Lloyd's Maritime and Commercial Law Quarterly
ASSIGNMENT AND AUTOMATIC REVERTER OF COPYRIGHTS
PG Turner*
1. Crosstown Music v. Rive Droite
Among the various sorts of property, choses in action stand apart as distinct. And within the class “choses in action” the position of copyright is distinct again. Like most choses in action, copyright is assignable.1 However, once copyright has been assigned away, one thing can happen that does not happen to other choses in action: the legal title may revert to the original owner automatically. Legal title to a contractual right, for example, can return to the assignor only if the assignee reassigns it under s 136 of the Law of Property Act 1925 (“LPA”).2 As Crosstown Music Co 1 LLC v. Rive Droite Music Ltd
3 shows, there are two reasons for this which are overlooked surprisingly often. Formally, choses in action variously arise from statutes, contracts and other legal sources; different assignment rules can apply depending on the source of the particular chose. Substantively, different assignment rules can be appropriate depending on the content and enforceability of different intangible rights. It is therefore legally uninformative to class copyrights and quite different forms of intangible property together as choses in action.
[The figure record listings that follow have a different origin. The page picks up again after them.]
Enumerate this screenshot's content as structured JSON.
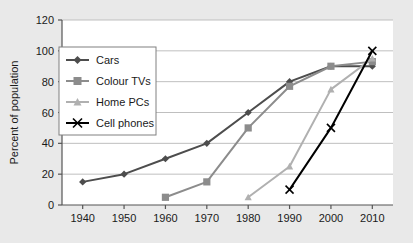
{
  "chart_data": {
    "type": "line",
    "title": "",
    "subtitle": "",
    "xlabel": "",
    "ylabel": "Percent of population",
    "categories": [
      1940,
      1950,
      1960,
      1970,
      1980,
      1990,
      2000,
      2010
    ],
    "xtick_labels": [
      "1940",
      "1950",
      "1960",
      "1970",
      "1980",
      "1990",
      "2000",
      "2010"
    ],
    "ytick_labels": [
      "0",
      "20",
      "40",
      "60",
      "80",
      "100",
      "120"
    ],
    "yticks": [
      0,
      20,
      40,
      60,
      80,
      100,
      120
    ],
    "ylim": [
      0,
      120
    ],
    "xlim": [
      1935,
      2015
    ],
    "grid": "horizontal",
    "legend_position": "upper-left-inside",
    "plot_background": "#ffffff",
    "figure_background": "#e9e9e9",
    "grid_color": "#bfbfbf",
    "axis_color": "#555555",
    "series": [
      {
        "name": "Cars",
        "marker": "diamond",
        "color": "#4d4d4d",
        "x": [
          1940,
          1950,
          1960,
          1970,
          1980,
          1990,
          2000,
          2010
        ],
        "values": [
          15,
          20,
          30,
          40,
          60,
          80,
          90,
          90
        ]
      },
      {
        "name": "Colour TVs",
        "marker": "square",
        "color": "#8c8c8c",
        "x": [
          1960,
          1970,
          1980,
          1990,
          2000,
          2010
        ],
        "values": [
          5,
          15,
          50,
          77,
          90,
          93
        ]
      },
      {
        "name": "Home PCs",
        "marker": "triangle",
        "color": "#b0b0b0",
        "x": [
          1980,
          1990,
          2000,
          2010
        ],
        "values": [
          5,
          25,
          75,
          95
        ]
      },
      {
        "name": "Cell phones",
        "marker": "x",
        "color": "#000000",
        "x": [
          1990,
          2000,
          2010
        ],
        "values": [
          10,
          50,
          100
        ]
      }
    ]
  },
  "legend": {
    "items": [
      {
        "label": "Cars"
      },
      {
        "label": "Colour TVs"
      },
      {
        "label": "Home PCs"
      },
      {
        "label": "Cell phones"
      }
    ]
  }
}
The question in Crosstown was whether an assignee-publisher’s failure to remedy a material breach of a publisher’s agreement caused the copyrights in songs automatically to revert to the assignor-songwriters. Clause 18(a) provided:
* Fellow of St Catharine’s College, Cambridge.
1. Copyright, Designs and Patents Act 1988 (“CDPA”), s 90(1).
2. Durham Bros v. Robertson [1898] 1 QB 765 (CA), 773. Only an equitable title to a contractual right can (through appropriate drafting) be made to revert: ibid, 773–774.
3. [2010] EWCA Civ 1222; [2011] 2 WLR 779.